Aids, an acronym for acquired immune deficiency syndrome, was first recognized in 1981. Medical scientists at the Centers for Disease Control in Atlanta, Georgia, USA, investigated the reports of a rare lung infection, first seen among homosexual men in Los Angeles and later among others in New York. Their illness resulted from an organism that had already caused pneumonia in people whose natural immune system, which guards us against disease, had failed to function.
In the following years a range of what are called opportunistic infections was reported. These infections are of a kind that do not normally trouble people with efficient immune systems. The victims were not all homosexual; they included people injecting drugs into their veins, and haemophiliacs who had received blood transfusions. Scientists deduced that the disease was transmitted not only by sexual activity but also by exchanging blood. Within a few months of each other in 1983 and 1984, French and American researchers identified a virus that was later named HIV, for human immunodeficiency virus.
We know that a twenty-five-year-old former sailor who died mysteriously in Manchester, England, in 1959 was the first recorded Aids victim. Puzzled doctors preserved tissue from his kidney, bone marrow and spleen. In 1990, analysis showed that he had died of Aids. Already, the disease has claimed half a million victims in total of 168 countries.
The HIV virus attacks a white blood that is essential in controlling our defence mechanism against disease. Not everybody who is infected by HIV gets Aids. In some, the virus lies dormant; others suffer slight fevers, weight loss, a vague feeling or being ‘off color’. The unfortunate victims in whom the virus causes Aids may get any of variety of infections and cancers. Anybody losing weight unexplainably or whose lymph glands swell may have HIV. A test for HIV involves checking the blood for antibodies to the virus. A positive result is always rechecked. A negative test does not necessarily rule out HIV: it may mean that it is too early to tell. If the suspected victim is in a high-risk group, another test will be held within about six months.
One reason why Aids is such a worldwide health danger is that medical scientists have not yet found a cure or produced a vaccine. Another is that HIV spreads in so many ways. For personal safety and to encourage compassion for the thousands of victims, we should all try to understand of victims, we should all try to understand the disease.
HIV is transmitted in eight basic ways. Some 80 percent of recorded cases arose from homosexual or bisexual activity. An other 8 percent of victims received infected blood in transfusions. An additional 2 percent were drug users who shared needles. Recently, Aids has increased significantly among heterosexual some infected women passing the disease to their babies. In rare cases, people have contracted HIV or Aids by accident – for example, through treading on an infected needle.
Just as it is important to know how HIV is transmitted, it is necessary to know how it is not. Shaking with a sufferer will not give you Aids. Nor will kissing without exchanging saliva. Aids cannot be caught from toilet seats, or by sharing eating and drinking utensils. In most countries today, doctor taking blood or giving transfusions are well aware of the need for sterile implements.
Until scientists find a cure or a vaccine, prevention is the best safeguard against Aids. In that, safe-sex techniques had the list.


Every line in the data below that holds "Mitarbeiter" should be found and copied.
###
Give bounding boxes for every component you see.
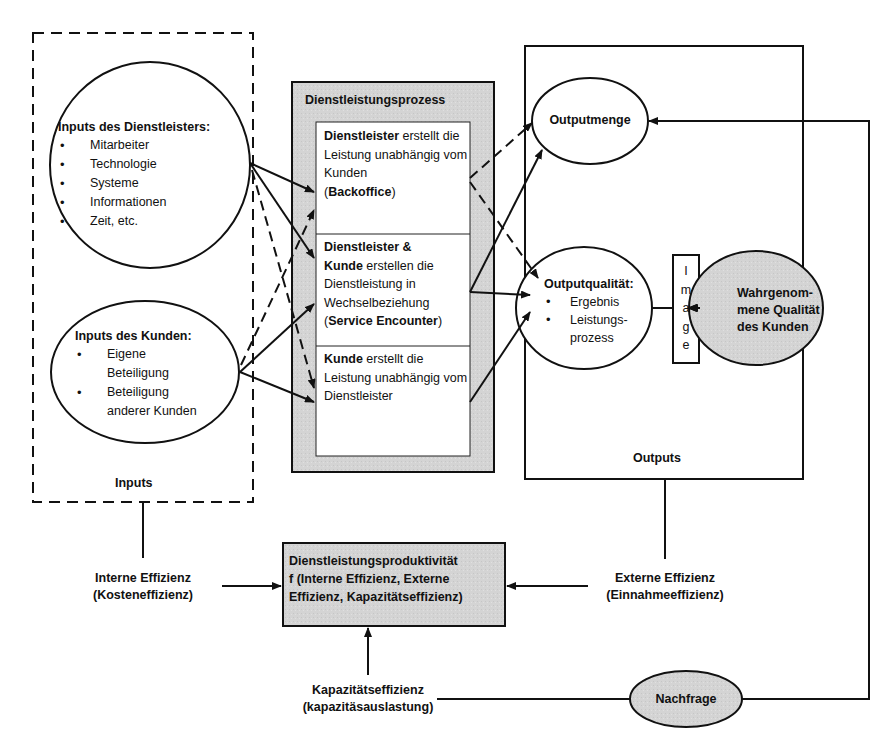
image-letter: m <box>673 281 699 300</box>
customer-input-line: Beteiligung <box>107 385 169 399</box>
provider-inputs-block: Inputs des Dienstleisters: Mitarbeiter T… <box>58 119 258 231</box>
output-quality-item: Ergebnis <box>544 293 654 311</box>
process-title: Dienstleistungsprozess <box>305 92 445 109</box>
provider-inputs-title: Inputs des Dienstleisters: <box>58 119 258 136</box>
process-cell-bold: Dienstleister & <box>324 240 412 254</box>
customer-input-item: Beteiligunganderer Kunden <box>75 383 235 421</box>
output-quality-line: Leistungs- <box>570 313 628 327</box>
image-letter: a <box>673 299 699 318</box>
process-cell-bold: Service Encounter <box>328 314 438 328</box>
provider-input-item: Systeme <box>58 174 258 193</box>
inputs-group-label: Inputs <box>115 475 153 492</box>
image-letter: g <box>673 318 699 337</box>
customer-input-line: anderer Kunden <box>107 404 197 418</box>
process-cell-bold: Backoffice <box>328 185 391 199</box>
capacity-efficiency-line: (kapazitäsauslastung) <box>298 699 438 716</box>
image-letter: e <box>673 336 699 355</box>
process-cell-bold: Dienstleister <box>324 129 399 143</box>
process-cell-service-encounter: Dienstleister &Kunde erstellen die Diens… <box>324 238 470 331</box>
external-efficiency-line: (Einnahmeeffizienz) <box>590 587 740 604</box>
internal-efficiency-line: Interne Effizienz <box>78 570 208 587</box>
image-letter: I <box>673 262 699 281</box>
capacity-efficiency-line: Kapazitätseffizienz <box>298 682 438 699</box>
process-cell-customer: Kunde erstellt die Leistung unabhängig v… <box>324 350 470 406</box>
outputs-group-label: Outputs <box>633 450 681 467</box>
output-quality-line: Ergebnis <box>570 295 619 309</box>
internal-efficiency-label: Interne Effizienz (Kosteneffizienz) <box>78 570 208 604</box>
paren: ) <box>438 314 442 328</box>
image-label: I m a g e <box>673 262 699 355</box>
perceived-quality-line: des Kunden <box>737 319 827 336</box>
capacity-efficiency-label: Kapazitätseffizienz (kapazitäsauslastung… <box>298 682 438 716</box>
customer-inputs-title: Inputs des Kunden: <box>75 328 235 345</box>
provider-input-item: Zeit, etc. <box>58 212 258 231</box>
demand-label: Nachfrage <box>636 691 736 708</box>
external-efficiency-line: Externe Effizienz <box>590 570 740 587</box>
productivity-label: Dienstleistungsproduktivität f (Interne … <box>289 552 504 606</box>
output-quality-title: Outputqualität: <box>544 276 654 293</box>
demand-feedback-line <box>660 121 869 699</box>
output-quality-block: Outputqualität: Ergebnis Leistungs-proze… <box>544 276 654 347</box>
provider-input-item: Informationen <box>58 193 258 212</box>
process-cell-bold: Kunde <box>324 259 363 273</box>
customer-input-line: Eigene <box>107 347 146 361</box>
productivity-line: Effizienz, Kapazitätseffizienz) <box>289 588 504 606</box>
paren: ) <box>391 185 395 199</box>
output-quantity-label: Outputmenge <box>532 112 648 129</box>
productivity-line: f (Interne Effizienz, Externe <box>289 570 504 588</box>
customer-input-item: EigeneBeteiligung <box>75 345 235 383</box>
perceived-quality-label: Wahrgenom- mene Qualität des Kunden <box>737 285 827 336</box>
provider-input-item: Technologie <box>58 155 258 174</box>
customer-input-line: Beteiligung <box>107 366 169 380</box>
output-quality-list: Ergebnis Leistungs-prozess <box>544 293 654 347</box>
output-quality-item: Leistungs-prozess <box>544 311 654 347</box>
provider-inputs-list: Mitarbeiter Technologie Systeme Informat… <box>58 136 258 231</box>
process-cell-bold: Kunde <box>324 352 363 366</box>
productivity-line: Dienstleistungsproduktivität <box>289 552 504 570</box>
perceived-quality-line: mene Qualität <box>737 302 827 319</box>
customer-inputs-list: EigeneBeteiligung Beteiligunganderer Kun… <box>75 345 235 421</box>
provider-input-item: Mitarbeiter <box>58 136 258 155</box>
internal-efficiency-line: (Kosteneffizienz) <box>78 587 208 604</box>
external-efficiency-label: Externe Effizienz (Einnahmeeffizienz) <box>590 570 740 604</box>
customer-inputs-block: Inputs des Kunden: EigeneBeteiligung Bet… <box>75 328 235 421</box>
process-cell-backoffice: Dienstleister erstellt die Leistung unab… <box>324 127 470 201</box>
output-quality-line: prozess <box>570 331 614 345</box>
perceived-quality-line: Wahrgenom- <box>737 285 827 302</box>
###
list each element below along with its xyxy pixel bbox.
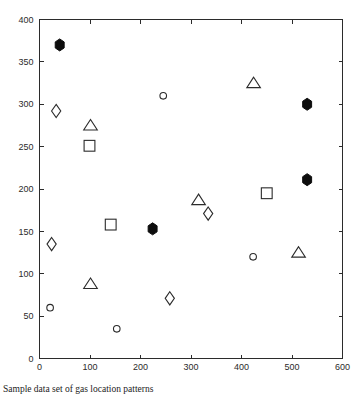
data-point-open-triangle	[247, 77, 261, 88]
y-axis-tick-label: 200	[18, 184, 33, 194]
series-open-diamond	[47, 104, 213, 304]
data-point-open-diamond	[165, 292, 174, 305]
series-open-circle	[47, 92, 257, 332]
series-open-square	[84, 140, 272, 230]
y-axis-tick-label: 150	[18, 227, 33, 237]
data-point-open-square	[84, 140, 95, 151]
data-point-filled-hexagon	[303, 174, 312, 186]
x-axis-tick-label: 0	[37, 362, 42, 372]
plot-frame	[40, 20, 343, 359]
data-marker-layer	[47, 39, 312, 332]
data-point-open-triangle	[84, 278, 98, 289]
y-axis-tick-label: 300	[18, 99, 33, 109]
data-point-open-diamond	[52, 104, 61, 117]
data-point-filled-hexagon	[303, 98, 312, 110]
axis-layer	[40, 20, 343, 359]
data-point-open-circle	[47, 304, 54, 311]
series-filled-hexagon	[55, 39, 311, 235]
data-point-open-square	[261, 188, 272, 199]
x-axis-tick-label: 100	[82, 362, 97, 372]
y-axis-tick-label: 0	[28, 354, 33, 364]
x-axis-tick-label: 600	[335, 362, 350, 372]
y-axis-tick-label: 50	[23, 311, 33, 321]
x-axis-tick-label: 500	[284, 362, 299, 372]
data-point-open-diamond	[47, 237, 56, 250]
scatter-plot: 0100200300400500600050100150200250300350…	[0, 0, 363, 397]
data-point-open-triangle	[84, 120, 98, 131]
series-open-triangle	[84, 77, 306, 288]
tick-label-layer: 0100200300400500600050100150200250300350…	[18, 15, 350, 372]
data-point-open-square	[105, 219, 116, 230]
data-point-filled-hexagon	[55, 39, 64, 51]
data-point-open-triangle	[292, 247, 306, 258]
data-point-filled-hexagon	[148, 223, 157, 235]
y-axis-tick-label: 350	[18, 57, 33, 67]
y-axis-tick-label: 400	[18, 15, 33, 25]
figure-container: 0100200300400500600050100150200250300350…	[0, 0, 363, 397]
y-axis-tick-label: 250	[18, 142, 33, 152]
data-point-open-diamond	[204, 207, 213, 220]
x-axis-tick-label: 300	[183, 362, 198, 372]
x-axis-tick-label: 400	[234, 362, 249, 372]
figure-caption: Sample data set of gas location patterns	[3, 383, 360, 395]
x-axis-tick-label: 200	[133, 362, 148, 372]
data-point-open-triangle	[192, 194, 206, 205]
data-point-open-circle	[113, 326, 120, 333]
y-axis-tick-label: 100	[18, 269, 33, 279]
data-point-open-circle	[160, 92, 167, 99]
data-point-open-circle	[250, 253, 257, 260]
###
### [ANSWER FOR THIS EXERCISE]
provider-inputs-block: Inputs des Dienstleisters: Mitarbeiter T… <box>58 119 258 231</box>
provider-inputs-list: Mitarbeiter Technologie Systeme Informat… <box>58 136 258 231</box>
provider-input-item: Mitarbeiter <box>58 136 258 155</box>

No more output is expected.